Jedi Summer with The Magnetic Kid by John Boden
Post Mortem Press (July 2016)
76 pages; $10.00 paperback; $2.99 e-book
Reviewed by Kevin Lucia
There’s something about coming-of-age stories that resonate with the child we used to be. The nostalgic longing for a simpler time allows us, just for a little while, to escape the often maddening grownup world we live in. When a writer is able to balance that nostalgia with a clear eye, avoiding romanticizing or demonizing the past, you’ve got something special indeed.
That’s what John Boden has done with Jedi Summer with the Magnetic Kid. He’s offered us a clear view to a simpler time which wasn’t without its own complications, but it isn’t a bitter, depressing tale either. It’s simply what it is: a story about childhood, a time which can never be again.
It’s the summer of 1983, and Johnny and his little brother Roscoe are bopping their way through summer, as kids do. Of course, Johnny and Roscoe don’t necessarily live the apple-pie American life, nor is their summer a perfect golden one in a mythical country town in Illinois, where new tennis shoes are magic. With their mother working two jobs to make ends meet, Johnny and Roscoe have to make their own brand of magic, and they do it with the innocent resilience found only in the young.

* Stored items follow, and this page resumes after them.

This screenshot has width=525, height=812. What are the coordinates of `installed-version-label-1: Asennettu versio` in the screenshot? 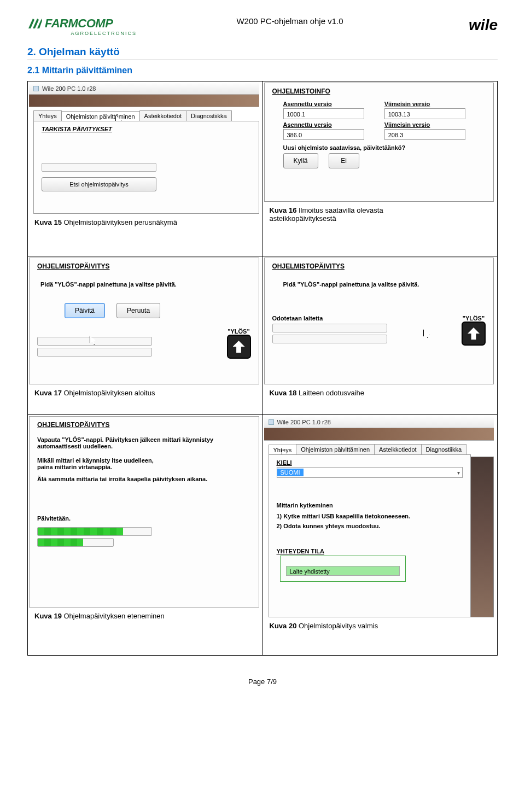 It's located at (328, 104).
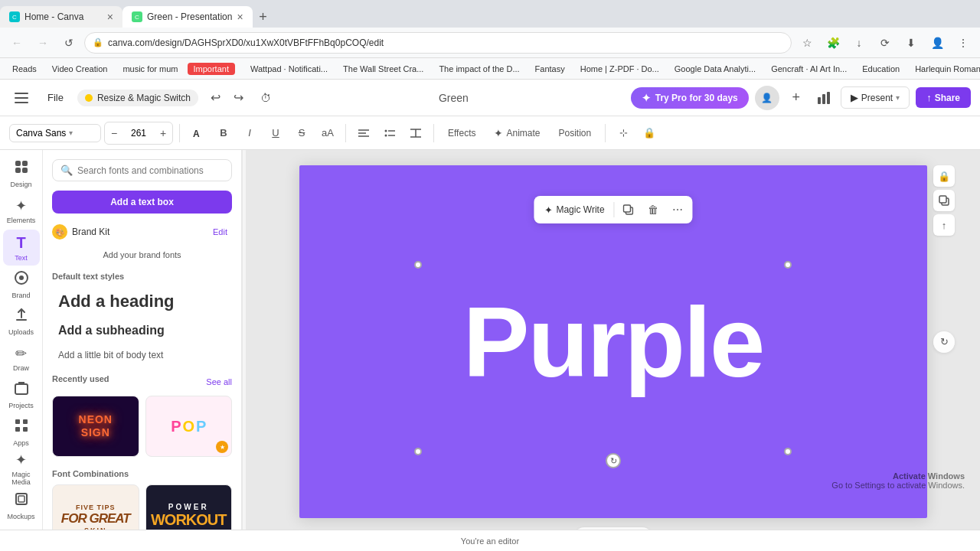 This screenshot has width=980, height=551. I want to click on tab-1-close: ×, so click(110, 17).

The story’s voice rings true, and you get the idea Boden has put more than imagination and thought into this story; he’s bled into it, too. There’s also some nice weirdness lurking around the corners of the main story. Ghost pets, a corpse hanging from a tree with birds living in its belly, and a still-born calf, because childhood is weird, and kids know it with an acceptance which puts most of us adults to shame. This is a perfect summer read for those of us who remember when were kids, and we accepted life as weird, too.